KNIGHTDALE, N.C. (WNCN) – It may not be the most traditional way of teaching but it’s changing lives at Knightdale High School of Collaborative Design.
Students who may have had no chance of going to college or even graduating are now doing just that.
You can see the new approach as you watch teachers shake the hands of students or listen to the conversations in the classroom.
The teaching model is called “Capturing Kid’s Hearts.”
It’s an approach that is just as much about getting to know each student, and each student getting to know each teacher, as it is about learning.
“Knowing, OK this is a safe place for me to either succeed or to fail and if I do, then if I do I’m going to have people to help me get back up and learn,” said biology teacher Cally Hudson.
She said the change in her students has been dramatic and that it’s also changed her.
“You wake up in the morning and you’re like, ‘OK i’m going to go to work today’ and I usually think, ‘OK, I’m going to see this kid today. I can’t wait to ask them what happened at their basketball game that they were talking about’ or something like that.”
“What we notice in the hallways is that kids are a lot calmer because they’re going to a classroom they feel comfortable in,” Jim Argent told CBS North Carolina.
Argent is the school principal.
He said he knew they had to try something different.
“In order for kids to truly be successful you have to have relationships and you have to have instruction that is engaging and rigorous and innovative and really meaningful to students,” Argent said.
Mahogany Atkison is a student who said the approach to teaching has made a big difference in her life.
“Before I had troubles. I was like a troubled student. Now I want to go to ECU and I want to be a nurse practitioner and do big things,” Atkinson said.
Argent said that’s the point.
“We want every student college ready and if a student chooses not to go to college we want it to be because they choose not to not because they can’t,” Argent said.
Knightdale High School was just recognized as a “National Showcase School.”
It’s one of just 52 schools in the country honored for the success of the program.
“To have them validated, to have our teachers to be able to say yeah we’re doing something special that really makes me feel good,” said Argent.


→ **Requirement**
Every entry below should be copied exactly, minus the pictures.

Data section: Begin

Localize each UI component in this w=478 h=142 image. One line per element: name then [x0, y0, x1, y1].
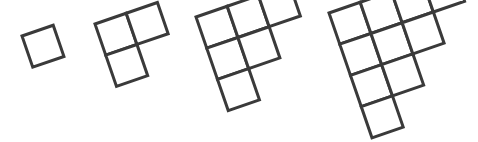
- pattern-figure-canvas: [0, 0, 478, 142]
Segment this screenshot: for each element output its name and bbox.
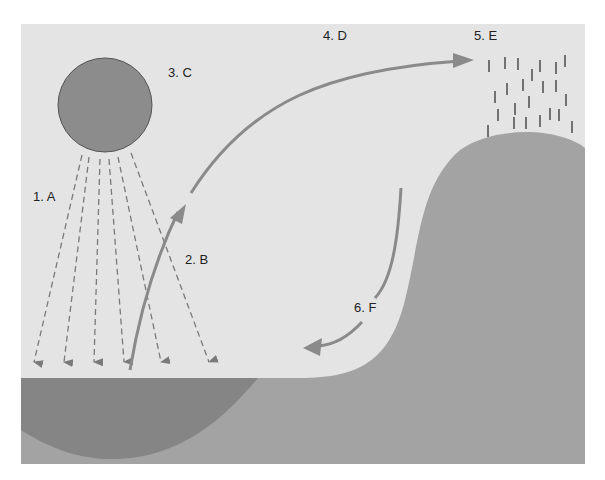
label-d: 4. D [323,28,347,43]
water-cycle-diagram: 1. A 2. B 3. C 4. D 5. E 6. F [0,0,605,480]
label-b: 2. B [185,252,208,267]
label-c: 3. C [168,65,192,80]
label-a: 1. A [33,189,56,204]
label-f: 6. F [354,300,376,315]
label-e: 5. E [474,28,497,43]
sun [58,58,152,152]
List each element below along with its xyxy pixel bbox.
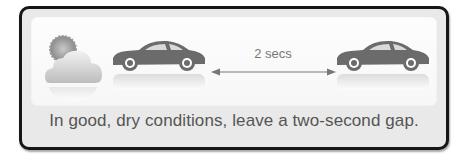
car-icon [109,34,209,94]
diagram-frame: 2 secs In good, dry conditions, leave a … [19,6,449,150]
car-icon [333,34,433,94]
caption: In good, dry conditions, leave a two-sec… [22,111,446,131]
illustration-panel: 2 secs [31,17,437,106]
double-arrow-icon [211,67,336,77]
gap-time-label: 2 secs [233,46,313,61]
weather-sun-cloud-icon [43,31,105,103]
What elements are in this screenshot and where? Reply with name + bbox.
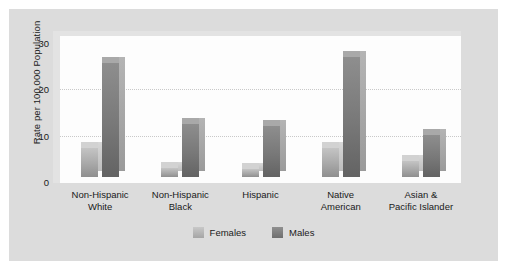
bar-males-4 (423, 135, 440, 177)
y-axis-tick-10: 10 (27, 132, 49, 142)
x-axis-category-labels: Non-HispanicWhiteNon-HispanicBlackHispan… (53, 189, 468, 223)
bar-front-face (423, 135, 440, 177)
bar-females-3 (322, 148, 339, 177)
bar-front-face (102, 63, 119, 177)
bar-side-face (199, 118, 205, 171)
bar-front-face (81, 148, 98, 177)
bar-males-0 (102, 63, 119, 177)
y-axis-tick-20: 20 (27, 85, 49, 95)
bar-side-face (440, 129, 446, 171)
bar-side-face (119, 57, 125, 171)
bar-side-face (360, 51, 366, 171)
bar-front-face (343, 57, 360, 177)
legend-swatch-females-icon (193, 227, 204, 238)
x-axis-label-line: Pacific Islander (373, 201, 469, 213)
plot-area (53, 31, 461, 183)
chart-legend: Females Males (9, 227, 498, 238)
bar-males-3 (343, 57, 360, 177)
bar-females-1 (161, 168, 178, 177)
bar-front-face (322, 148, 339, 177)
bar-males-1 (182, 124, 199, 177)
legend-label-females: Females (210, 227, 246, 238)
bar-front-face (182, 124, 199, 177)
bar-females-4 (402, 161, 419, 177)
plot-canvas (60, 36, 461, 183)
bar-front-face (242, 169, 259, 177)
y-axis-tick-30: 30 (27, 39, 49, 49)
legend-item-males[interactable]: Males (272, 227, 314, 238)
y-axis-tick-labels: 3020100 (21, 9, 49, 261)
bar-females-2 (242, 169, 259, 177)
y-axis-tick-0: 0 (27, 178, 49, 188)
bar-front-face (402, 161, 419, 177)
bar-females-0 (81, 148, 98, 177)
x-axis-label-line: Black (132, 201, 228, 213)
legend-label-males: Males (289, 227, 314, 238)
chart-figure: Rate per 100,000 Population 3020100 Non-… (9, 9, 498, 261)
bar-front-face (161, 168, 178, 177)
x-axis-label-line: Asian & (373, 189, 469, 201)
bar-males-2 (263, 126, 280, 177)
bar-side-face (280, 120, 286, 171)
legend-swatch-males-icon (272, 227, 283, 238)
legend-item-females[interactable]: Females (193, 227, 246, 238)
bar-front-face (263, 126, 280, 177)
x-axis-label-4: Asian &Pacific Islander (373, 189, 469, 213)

Data section: End

→ **Task solution**
Localize each UI component in this w=478 h=142 image. One line per element: name then [x0, y0, x1, y1].
- pattern-figure-canvas: [0, 0, 478, 142]
Segment this screenshot: for each element output its name and bbox.
label-d: 4. D [323,28,347,43]
water-cycle-diagram: 1. A 2. B 3. C 4. D 5. E 6. F [0,0,605,480]
label-b: 2. B [185,252,208,267]
label-c: 3. C [168,65,192,80]
label-a: 1. A [33,189,56,204]
label-f: 6. F [354,300,376,315]
label-e: 5. E [474,28,497,43]
sun [58,58,152,152]
List each element below along with its xyxy pixel bbox.
car-icon [109,34,209,94]
diagram-frame: 2 secs In good, dry conditions, leave a … [19,6,449,150]
car-icon [333,34,433,94]
caption: In good, dry conditions, leave a two-sec… [22,111,446,131]
illustration-panel: 2 secs [31,17,437,106]
double-arrow-icon [211,67,336,77]
gap-time-label: 2 secs [233,46,313,61]
weather-sun-cloud-icon [43,31,105,103]
What elements are in this screenshot and where? Reply with name + bbox.
bar-males-4 (423, 135, 440, 177)
y-axis-tick-10: 10 (27, 132, 49, 142)
x-axis-category-labels: Non-HispanicWhiteNon-HispanicBlackHispan… (53, 189, 468, 223)
bar-front-face (423, 135, 440, 177)
bar-females-3 (322, 148, 339, 177)
bar-front-face (102, 63, 119, 177)
bar-side-face (199, 118, 205, 171)
bar-front-face (81, 148, 98, 177)
bar-males-0 (102, 63, 119, 177)
y-axis-tick-20: 20 (27, 85, 49, 95)
bar-side-face (440, 129, 446, 171)
bar-side-face (119, 57, 125, 171)
bar-side-face (360, 51, 366, 171)
bar-front-face (343, 57, 360, 177)
legend-swatch-females-icon (193, 227, 204, 238)
x-axis-label-line: Pacific Islander (373, 201, 469, 213)
plot-area (53, 31, 461, 183)
chart-legend: Females Males (9, 227, 498, 238)
bar-males-3 (343, 57, 360, 177)
bar-females-1 (161, 168, 178, 177)
bar-front-face (322, 148, 339, 177)
bar-males-1 (182, 124, 199, 177)
legend-label-females: Females (210, 227, 246, 238)
bar-front-face (182, 124, 199, 177)
bar-females-4 (402, 161, 419, 177)
plot-canvas (60, 36, 461, 183)
bar-front-face (242, 169, 259, 177)
y-axis-tick-30: 30 (27, 39, 49, 49)
legend-item-males[interactable]: Males (272, 227, 314, 238)
y-axis-tick-labels: 3020100 (21, 9, 49, 261)
bar-females-2 (242, 169, 259, 177)
y-axis-tick-0: 0 (27, 178, 49, 188)
bar-front-face (402, 161, 419, 177)
bar-females-0 (81, 148, 98, 177)
x-axis-label-line: Black (132, 201, 228, 213)
legend-label-males: Males (289, 227, 314, 238)
chart-figure: Rate per 100,000 Population 3020100 Non-… (9, 9, 498, 261)
bar-front-face (161, 168, 178, 177)
x-axis-label-line: Asian & (373, 189, 469, 201)
bar-males-2 (263, 126, 280, 177)
bar-side-face (280, 120, 286, 171)
legend-swatch-males-icon (272, 227, 283, 238)
legend-item-females[interactable]: Females (193, 227, 246, 238)
bar-front-face (263, 126, 280, 177)
x-axis-label-4: Asian &Pacific Islander (373, 189, 469, 213)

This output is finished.